The JFK Assassination: Conspiracy, Photos, Facts, Autopsy, Documentary Evidence (2007)

Garrison was notable for being among the first to assert that there were two conspiracies: The first conspiracy being the one which engineered the assassination of the president; the second conspiracy being the deliberate cover-up by the Warren Commission to hide the true facts of the assassination.

Shaw was acquitted in March, 1969, and the conspiracy movement was dealt a blow as Garrison’s trial was widely seen as a debacle, with many researchers denouncing Garrison as a fraud and megalomaniac. Further, as conspiracy theorist Robert Anson put it, because of Garrison, “bills in Congress asking for a new investigation were quietly shelved.” Nevertheless, the trial opened new avenues of investigations for the movement, particularly with previously unexplored New Orleans connections and links of others to Oswald.

The year 1973 saw the release of the film Executive Action starring Burt Lancaster, the first Hollywood depiction of events surrounding the assassination. In the film, three gunmen shoot President Kennedy in a conspiracy led by right-wing elements and military/industrial interests. That year also saw the formation of the Assassination Information Bureau. The influential group spoke to ever-growing audiences at hundreds of colleges throughout the United States, urging a reopening of the investigation, and was ultimately instrumental in the realization of that goal in 1977.

In March 1975, Good Night America broadcast, for the first time, the Zapruder film, with an audience of millions watching. Almost immediately, with the film showing a backward snap of President Kennedy’s head, indicating to many a shot from the right front and hence a conspiracy, there were new demands for a re-investigation. The findings of the Rockefeller Commission that year and the Church Committee the next year added impetus to calls for a new inquiry, which was realized by the House Select Committee on Assassinations (HSCA) from 1977 to 1979. That investigation concluded President Kennedy “was probably assassinated as a result of a conspiracy”.

While the HSCA’s conclusion was welcomed by many in the conspiracy community, the HSCA’s inability to name any players in the conspiracy they identified, and their actions in sealing much of their documentation, left many in the community frustrated.
Numerous books, television shows and articles continued to appear. Writing in 2007, Vincent Bugliosi said, “close to one thousand books” had been published on the subject of the assassination, of which “over 95 percent” were pro-conspiracy. Some notable books to 1990 were Anthony Summers’ Conspiracy (later revised and published as Not in Your Lifetime, David Lifton’s best-selling Best Evidence, both published in 1980, and Henry Hurt’s Reasonable Doubt in 1985. The Summers and Hurt books explore many of the prominent conspiracy theories, while Lifton argues that President Kennedy’s wounds were altered before the autopsy to frame Oswald. Jim Marrs published Crossfire in 1989, the same year High Treason, by Robert J. Groden and Harrison Livingstone was published. The latter book argued the autopsy photos were altered to give the appearance that wounds were caused by shots from a single gunman.
By the late 80s, interest in the subject among the general public was waning.[160] One theory for this from writer Pete Hamill was that by 1988, “an entire generation had come to maturity with no memory at all of the Kennedy years.” In 1991, Oliver Stone’s film JFK introduced the subject — and many of the attendant conspiracy theories — to a new generation of Americans. The sudden renewed interest in the assassination led to the passage by Congress of the JFK Records Act in 1992. The Act created the Assassination Records Review Board to implement the Act’s mandate to release all sealed documents related to the assassination. Thousands of documents were released between 1994 and 1998, providing new material for researchers.

To date, there is no consensus on who, among many players, may have been involved in a conspiracy to kill President Kennedy. Those often mentioned as being part of a conspiracy include Jack Ruby, organized crime as an organization or organized crime individuals, the CIA, the FBI, the Secret Service, the KGB, right-wing groups or right-wing individuals, President Lyndon Johnson, pro- or anti-Castro Cubans, the military and/or industrial groups allied with the military.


* **Work to complete**
Each entry needs to be retyped exactly, with nothing added or dropped.

* **The input**
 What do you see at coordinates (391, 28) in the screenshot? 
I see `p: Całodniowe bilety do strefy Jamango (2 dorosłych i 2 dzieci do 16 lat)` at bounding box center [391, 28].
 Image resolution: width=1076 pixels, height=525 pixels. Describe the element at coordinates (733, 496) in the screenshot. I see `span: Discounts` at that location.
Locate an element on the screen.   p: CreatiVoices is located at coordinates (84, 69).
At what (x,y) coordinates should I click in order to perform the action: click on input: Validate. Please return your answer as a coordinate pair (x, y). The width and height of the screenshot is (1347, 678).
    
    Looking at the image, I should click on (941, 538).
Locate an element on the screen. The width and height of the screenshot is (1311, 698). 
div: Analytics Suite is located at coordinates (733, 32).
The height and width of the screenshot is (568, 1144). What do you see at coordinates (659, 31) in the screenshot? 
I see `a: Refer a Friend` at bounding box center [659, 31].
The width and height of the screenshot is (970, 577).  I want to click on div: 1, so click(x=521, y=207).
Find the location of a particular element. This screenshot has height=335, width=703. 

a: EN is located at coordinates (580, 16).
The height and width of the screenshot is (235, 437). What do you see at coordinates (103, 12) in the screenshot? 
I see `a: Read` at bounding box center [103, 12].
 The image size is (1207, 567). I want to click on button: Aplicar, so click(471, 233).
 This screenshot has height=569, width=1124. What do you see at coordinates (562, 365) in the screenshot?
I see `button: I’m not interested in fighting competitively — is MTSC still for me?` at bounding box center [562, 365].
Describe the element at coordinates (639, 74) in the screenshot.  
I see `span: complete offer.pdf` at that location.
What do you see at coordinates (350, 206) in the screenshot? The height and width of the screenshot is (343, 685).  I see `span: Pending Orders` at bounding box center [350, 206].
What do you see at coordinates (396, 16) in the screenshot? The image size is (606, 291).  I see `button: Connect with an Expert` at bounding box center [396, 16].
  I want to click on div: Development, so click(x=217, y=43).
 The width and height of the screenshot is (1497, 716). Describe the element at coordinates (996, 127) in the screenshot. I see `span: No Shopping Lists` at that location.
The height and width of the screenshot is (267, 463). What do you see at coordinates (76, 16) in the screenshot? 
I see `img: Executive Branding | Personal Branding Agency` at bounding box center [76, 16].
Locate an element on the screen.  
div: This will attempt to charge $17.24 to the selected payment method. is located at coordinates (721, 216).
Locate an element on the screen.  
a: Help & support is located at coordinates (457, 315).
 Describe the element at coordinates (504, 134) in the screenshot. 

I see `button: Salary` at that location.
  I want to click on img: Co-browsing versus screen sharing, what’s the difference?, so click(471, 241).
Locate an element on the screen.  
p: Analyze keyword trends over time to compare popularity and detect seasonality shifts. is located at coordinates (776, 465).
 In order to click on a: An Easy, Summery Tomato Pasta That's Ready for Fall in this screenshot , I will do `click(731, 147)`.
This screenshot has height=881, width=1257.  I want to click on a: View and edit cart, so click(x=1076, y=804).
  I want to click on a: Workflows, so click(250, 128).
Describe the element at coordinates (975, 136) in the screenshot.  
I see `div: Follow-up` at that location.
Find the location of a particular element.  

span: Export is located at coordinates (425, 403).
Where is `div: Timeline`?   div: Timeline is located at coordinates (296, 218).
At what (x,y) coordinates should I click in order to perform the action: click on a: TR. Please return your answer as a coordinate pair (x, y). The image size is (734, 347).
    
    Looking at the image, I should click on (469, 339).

* **Expected output**
 What do you see at coordinates (391, 28) in the screenshot? 
I see `p: Całodniowe bilety do strefy Jamango (2 dorosłych i 2 dzieci do 16 lat)` at bounding box center [391, 28].
 Image resolution: width=1076 pixels, height=525 pixels. Describe the element at coordinates (733, 496) in the screenshot. I see `span: Discounts` at that location.
Locate an element on the screen.   p: CreatiVoices is located at coordinates (84, 69).
At what (x,y) coordinates should I click in order to perform the action: click on input: Validate. Please return your answer as a coordinate pair (x, y). The width and height of the screenshot is (1347, 678).
    
    Looking at the image, I should click on (941, 538).
Locate an element on the screen. The width and height of the screenshot is (1311, 698). 
div: Analytics Suite is located at coordinates (733, 32).
The height and width of the screenshot is (568, 1144). What do you see at coordinates (659, 31) in the screenshot? 
I see `a: Refer a Friend` at bounding box center [659, 31].
The width and height of the screenshot is (970, 577).  I want to click on div: 1, so click(x=521, y=207).
Find the location of a particular element. This screenshot has height=335, width=703. 

a: EN is located at coordinates (580, 16).
The height and width of the screenshot is (235, 437). What do you see at coordinates (103, 12) in the screenshot? 
I see `a: Read` at bounding box center [103, 12].
 The image size is (1207, 567). I want to click on button: Aplicar, so click(471, 233).
 This screenshot has height=569, width=1124. What do you see at coordinates (562, 365) in the screenshot?
I see `button: I’m not interested in fighting competitively — is MTSC still for me?` at bounding box center [562, 365].
Describe the element at coordinates (639, 74) in the screenshot.  
I see `span: complete offer.pdf` at that location.
What do you see at coordinates (350, 206) in the screenshot? The height and width of the screenshot is (343, 685).  I see `span: Pending Orders` at bounding box center [350, 206].
What do you see at coordinates (396, 16) in the screenshot? The image size is (606, 291).  I see `button: Connect with an Expert` at bounding box center [396, 16].
  I want to click on div: Development, so click(x=217, y=43).
 The width and height of the screenshot is (1497, 716). Describe the element at coordinates (996, 127) in the screenshot. I see `span: No Shopping Lists` at that location.
The height and width of the screenshot is (267, 463). What do you see at coordinates (76, 16) in the screenshot? 
I see `img: Executive Branding | Personal Branding Agency` at bounding box center [76, 16].
Locate an element on the screen.  
div: This will attempt to charge $17.24 to the selected payment method. is located at coordinates (721, 216).
Locate an element on the screen.  
a: Help & support is located at coordinates (457, 315).
 Describe the element at coordinates (504, 134) in the screenshot. 

I see `button: Salary` at that location.
  I want to click on img: Co-browsing versus screen sharing, what’s the difference?, so click(471, 241).
Locate an element on the screen.  
p: Analyze keyword trends over time to compare popularity and detect seasonality shifts. is located at coordinates (776, 465).
 In order to click on a: An Easy, Summery Tomato Pasta That's Ready for Fall in this screenshot , I will do `click(731, 147)`.
This screenshot has height=881, width=1257.  I want to click on a: View and edit cart, so click(x=1076, y=804).
  I want to click on a: Workflows, so click(250, 128).
Describe the element at coordinates (975, 136) in the screenshot.  
I see `div: Follow-up` at that location.
Find the location of a particular element.  

span: Export is located at coordinates (425, 403).
Where is `div: Timeline`?   div: Timeline is located at coordinates (296, 218).
At what (x,y) coordinates should I click in order to perform the action: click on a: TR. Please return your answer as a coordinate pair (x, y). The image size is (734, 347).
    
    Looking at the image, I should click on (469, 339).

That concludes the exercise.